Grey Zones of Physics

Tommi Grönlund and Petteri Nisunen were central to the Nordic 90’s generation. Their retrospective at Kunsthalle Helsinki is consistent, playful and surprisingly universal.

Grönlund-Nisunen, Spring Field (detail), 2012. Photo: Helsingfors Kunsthall.

Tommi Grönlund (b. 1967) and Petteri Nisunen (b. 1962) were central to the Nordic 90’s generation, and have now worked together as an artist duo for almost 25 years. That in itself is remarkable, and it has proved to be a fruitful collaborative practice with an exceedingly consistent and versatile production. 

Kunsthalle Helsinki is now showing a retrospective of their work for the last 20 years, presenting around twenty works that collectively are called Grey Area. The title can be said to refer to a grey zone between architecture, installation and sound art, yet it is about the relation between physics, technology and construction as well. Further relations can be established between immateriality, invisibility and universality, or wave lengths, vibrations and viscosity. 

Grönlund-Nisunen, Unstable Matter (detail),  2013. Photo: Helsingfors Kunsthall.

The exhibition, which has been produced after an invitation from The Finnish Art Society, is one of the most important this year in Helsinki. It is an immense project that has been able to produce large scale installations for an overview intended to be critically examined. Several works have been shown only once, and never in Finland. The significance of the exhibition is increased by a thorough catalog of documentations. 

The exhibition spaces have a minimalist aesthetic owing to their own functionalist architecture, which feels logical and domesticated in relation to the colorless and metallic installations. The artistic approach is based on the laws of physics with regard to gravity, movement, stillness, light signals and sound waves. In many cases, the works play on scale. In a smaller format they could have been exhibited at museums of technology or science centers as examples of “how things work”.

And sure, it is fascinating to watch the movement in the sizeable work Orbita from 2005, for example. We can see how motorized changes of the track keeps the big ball rolling. Or in Spring Field (2012), which becomes a spatial string instrument through the rhythmically recurring movements of small engines on the floor. The ingenuity recurs in the massive Antigravity Model (2005), which is kept in motion by the precision of weights placed inside the large concentric shapes. Most audience friendly is perhaps Unstable Matter (2013), a table top filled with metal marbles that tilts from side to side and shifts direction just before the balls roll over the edge.

Grönlund-Nisunen, Orbita, 2005. Photo: Helsingfors Konsthall.

Grönlund and Nisunen’s strength has often been taking space into account with their site specific installations. Usually what follows is a charged encounter between the viewer and the work, a connection that encompasses spatial tension and careful architectural solutions, formally and aesthetically as well as with regard to content.

What is perplexing about this exhibition is the amount of art works that the artists have chosen to install. It is as if the desire to show as much as possible has taken over. And the works are lessened by spatial compromises. The artists have chosen not to work with a curator and to be in charge of selection and installation themselves. It would possibly have benefited the exhibition to have an outside point of view. I was missing a curator that could have made edits and gone into dialogue with the artists about the material. 

Grönlund-Nisunen, Ultrasound Installation, 1996. 

As a totality, however, the exhibition has much to offer. A highlight is the near classic work by Grönlund & Nisunen, the large Ultra Sound installation, which was shown for the first time at Manifesta 1 in Rotterdam 1996. In this work high frequency tones meet between two parabolic reflectors, and at a certain point the visitor is attacked by both light waves and sound waves that are otherwise imperceptible. Another highlight is Liquid Diagram (2009), where all the dimensions of the laboratory appear in an aesthetic play between the reactions of water and heat.

Many remember Grönlund & Nisunen as initiating curators of the Nordic Pavilion in Venice 2001. They created the totality of The North is Protected and invited Leif Elggren, Carl Michael von Hausswolff and Anders Tomren to a common audio-spatial gesamtkunstwerk. Today the title is inexorably read through the restricted migration policy, and the re-constructed part of the work that is exhibited now, Wire Installation, with its moving wires as far-reaching obstacles, charges the kinetic formations with associations to the anxiety of impenetrability.

The exhibition logically obtained yet another dimension, when it was used as a stage for a live concert by Carl Michael von Hausswolff, with a performance by Leif Elggren och Kent Tankred. The audience was brought into a kernel of physical electro-aesthetics, a breath of experiments without end that span over a generation.

The artistic production of Grönlund & Nisunen is unusual not least because of its timeless feeling, and it appears surprisingly general and universal, without imposing a relational or utopian interpretation on the audience. This is a play with the matter-of-fact, a game with the physical that simply exists, yet needs a form and a mode of visibility to be apprehended.

Grönlund-Nisunen, Antigravity Model, 2005. Photo: Patrik Rastenberger.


## [WHAT THE TASK ASKS]
For the data below, work out the number of lines containing the string "chart" and answer with that number only.

## [DATASET ENTRIES]
>>>

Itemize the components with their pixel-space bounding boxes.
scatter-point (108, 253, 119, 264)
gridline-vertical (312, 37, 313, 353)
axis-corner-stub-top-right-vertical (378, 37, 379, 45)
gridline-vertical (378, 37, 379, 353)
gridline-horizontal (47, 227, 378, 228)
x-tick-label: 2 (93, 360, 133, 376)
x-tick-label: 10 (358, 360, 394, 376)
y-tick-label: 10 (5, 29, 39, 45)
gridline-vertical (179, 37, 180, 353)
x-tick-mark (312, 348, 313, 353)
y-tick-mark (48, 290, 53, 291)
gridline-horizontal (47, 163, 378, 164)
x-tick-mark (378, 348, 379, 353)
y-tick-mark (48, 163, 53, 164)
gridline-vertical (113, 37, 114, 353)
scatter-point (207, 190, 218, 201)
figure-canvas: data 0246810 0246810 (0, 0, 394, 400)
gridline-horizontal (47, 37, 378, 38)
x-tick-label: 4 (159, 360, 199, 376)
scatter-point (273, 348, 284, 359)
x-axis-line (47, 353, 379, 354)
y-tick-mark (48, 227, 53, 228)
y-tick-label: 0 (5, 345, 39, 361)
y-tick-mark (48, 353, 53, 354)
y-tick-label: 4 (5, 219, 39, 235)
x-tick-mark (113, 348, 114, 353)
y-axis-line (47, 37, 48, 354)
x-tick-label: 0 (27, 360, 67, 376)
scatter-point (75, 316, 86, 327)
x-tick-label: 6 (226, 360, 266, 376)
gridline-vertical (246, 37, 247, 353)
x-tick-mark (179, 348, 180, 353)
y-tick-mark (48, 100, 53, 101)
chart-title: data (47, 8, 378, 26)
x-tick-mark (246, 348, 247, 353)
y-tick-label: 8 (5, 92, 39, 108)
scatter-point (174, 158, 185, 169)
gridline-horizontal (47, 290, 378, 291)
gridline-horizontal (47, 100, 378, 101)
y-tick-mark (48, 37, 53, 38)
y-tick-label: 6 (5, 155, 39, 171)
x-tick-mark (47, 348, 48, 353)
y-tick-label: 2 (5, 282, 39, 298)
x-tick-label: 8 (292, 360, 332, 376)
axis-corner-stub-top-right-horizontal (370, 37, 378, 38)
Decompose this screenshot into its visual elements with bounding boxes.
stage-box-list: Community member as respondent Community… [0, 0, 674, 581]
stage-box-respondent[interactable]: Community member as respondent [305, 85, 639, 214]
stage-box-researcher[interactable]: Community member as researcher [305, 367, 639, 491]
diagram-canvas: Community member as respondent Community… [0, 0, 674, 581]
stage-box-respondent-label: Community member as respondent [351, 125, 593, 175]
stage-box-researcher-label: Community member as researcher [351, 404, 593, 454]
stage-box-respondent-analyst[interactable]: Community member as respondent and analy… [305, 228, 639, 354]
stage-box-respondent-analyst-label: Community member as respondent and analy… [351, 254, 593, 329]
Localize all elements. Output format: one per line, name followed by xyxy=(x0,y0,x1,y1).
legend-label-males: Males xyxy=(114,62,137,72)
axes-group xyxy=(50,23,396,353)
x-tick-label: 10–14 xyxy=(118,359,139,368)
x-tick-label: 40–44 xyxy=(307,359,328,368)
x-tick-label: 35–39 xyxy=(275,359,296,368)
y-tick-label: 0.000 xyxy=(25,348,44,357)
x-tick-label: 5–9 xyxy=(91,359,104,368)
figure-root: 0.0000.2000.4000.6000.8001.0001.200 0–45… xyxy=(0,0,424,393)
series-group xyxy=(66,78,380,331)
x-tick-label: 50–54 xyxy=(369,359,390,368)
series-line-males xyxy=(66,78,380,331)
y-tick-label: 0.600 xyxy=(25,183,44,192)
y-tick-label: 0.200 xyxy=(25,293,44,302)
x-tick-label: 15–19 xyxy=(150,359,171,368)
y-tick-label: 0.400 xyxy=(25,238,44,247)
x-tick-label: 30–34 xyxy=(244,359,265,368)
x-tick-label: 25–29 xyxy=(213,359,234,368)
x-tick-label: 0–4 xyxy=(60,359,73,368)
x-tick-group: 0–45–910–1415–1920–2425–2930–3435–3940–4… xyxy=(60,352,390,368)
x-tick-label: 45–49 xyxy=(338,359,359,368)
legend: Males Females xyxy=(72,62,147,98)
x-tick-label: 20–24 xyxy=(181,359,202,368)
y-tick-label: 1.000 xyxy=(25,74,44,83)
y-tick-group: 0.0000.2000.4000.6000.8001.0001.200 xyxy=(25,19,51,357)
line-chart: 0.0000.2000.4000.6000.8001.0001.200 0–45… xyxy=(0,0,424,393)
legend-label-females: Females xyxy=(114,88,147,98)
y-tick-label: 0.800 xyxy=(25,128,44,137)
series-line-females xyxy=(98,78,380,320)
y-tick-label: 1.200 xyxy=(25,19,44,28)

<<<

## [ANSWER SECTION]
2